After a major exhibit of his drawings last year at the American Folk Art Museum in New York City, a cache of previously unknown work was discovered. Now 25 of those new drawings, created during the last three years of his life, are on display at the museum through April 12. This weekend, the museum is presenting a panel discussion in which historians and sociologists will explore Mr. Ramírez’s life and work, including the circumstances of his diagnosis and whether his work really reflects a mental illness.
Convicted spy testifies in San Diego murder case
By Ben Fox The Associated Press
Thursday June 27, 2002
SAN DIEGO — In halting and heavily-accented English, a former Soviet spy recounted Wednesday how she became an FBI informant in a murder-for-hire case.
Svetlana Ogorodnikova this week is testifying as a key government witness, seven years after her release from prison. She was convicted of seducing a Los Angeles FBI agent into selling a confidential document to the Soviet Union in the 1980s.
After serving half her 18-year sentence, Ogorodnikova was released and spent several years fighting deportation from the United States — an effort she gave up by moving to Tijuana, Mexico, with a convicted drug trafficker she met and married in prison.
Ogorodnikova returned illegally to Southern California in 1999 and moved with her husband to a ranch in Fallbrook. The ranch was owned by Kimberly Bailey, who is now on trial in federal court on charges of having a San Diego private investigator tortured and murdered in an abandoned house in Tijuana.
Bailey repeatedly asked Ogorodnikova if she could hire a hitman to kill witnesses and others involved in the murder of the private investigator, Richard Post, the Russian woman testified.
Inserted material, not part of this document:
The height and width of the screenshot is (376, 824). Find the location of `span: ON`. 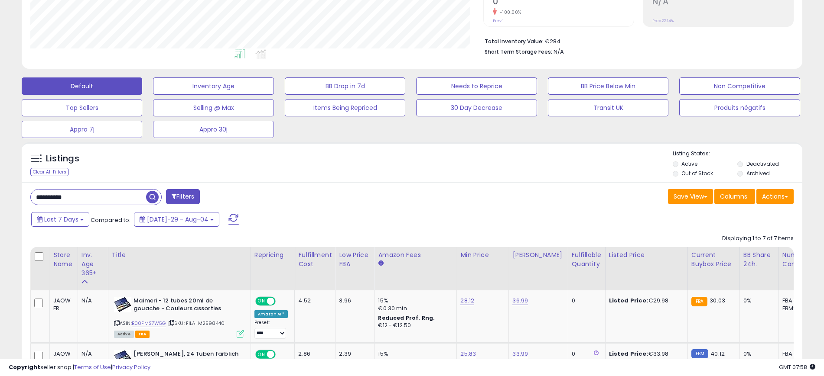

“I became very scared,” said the former spy, dressed in a dark blue suit, her hair cut short. “I think maybe she’d forget, maybe she’s not serious.”
Bailey is accused of having Post kidnapped, tortured over five days in Tijuana, and then murdered because she believed he cheated on her with other women and stole money from her.
Bailey has pleaded innocent to conspiracy to murder a person in a foreign country and other charges. Through her lawyer, she has insisted that Post is alive and in hiding.
FBI agents who had the Fallbrook ranch under surveillance approached Ogorodnikova, who agreed to covertly tape conversations over the phone and in person with Bailey.
The Russian woman, according to the tapes, set up a meeting in the Mandalay Bay casino between an FBI agent posing as a hitman and Bailey, who allegedly wanted to have him kill several people involved with Post’s slaying.
In their conversations, Ogorodnikova said she and Bailey developed a code. Examples included “brother” or “lawyer” to mean hitman and “investigation” to refer to murder. “It was like a spy movie, like in James Bond,” she testified.
Bailey’s defense attorney, Philip DeMassa, said he hoped to use Ogorodnikova’s past to convince jurors that she is not a reliable witness.
“She’s an experienced KGB agent and she’s lying about everything,” he said outside the federal courtroom.
Ogorodnikova pleaded guilty to espionage charges in 1985, after she admitted seducing Richard Miller, the first FBI agent charged with espionage.
The former Soviet spy had no trouble slipping back into the United States when a friend drove her across the U.S.-Mexico border in San Diego, where inspectors failed to check Ogorodnikova’s background, according to her husband, Bruce Perlowin.
The Bailey trial is expected to last several more weeks.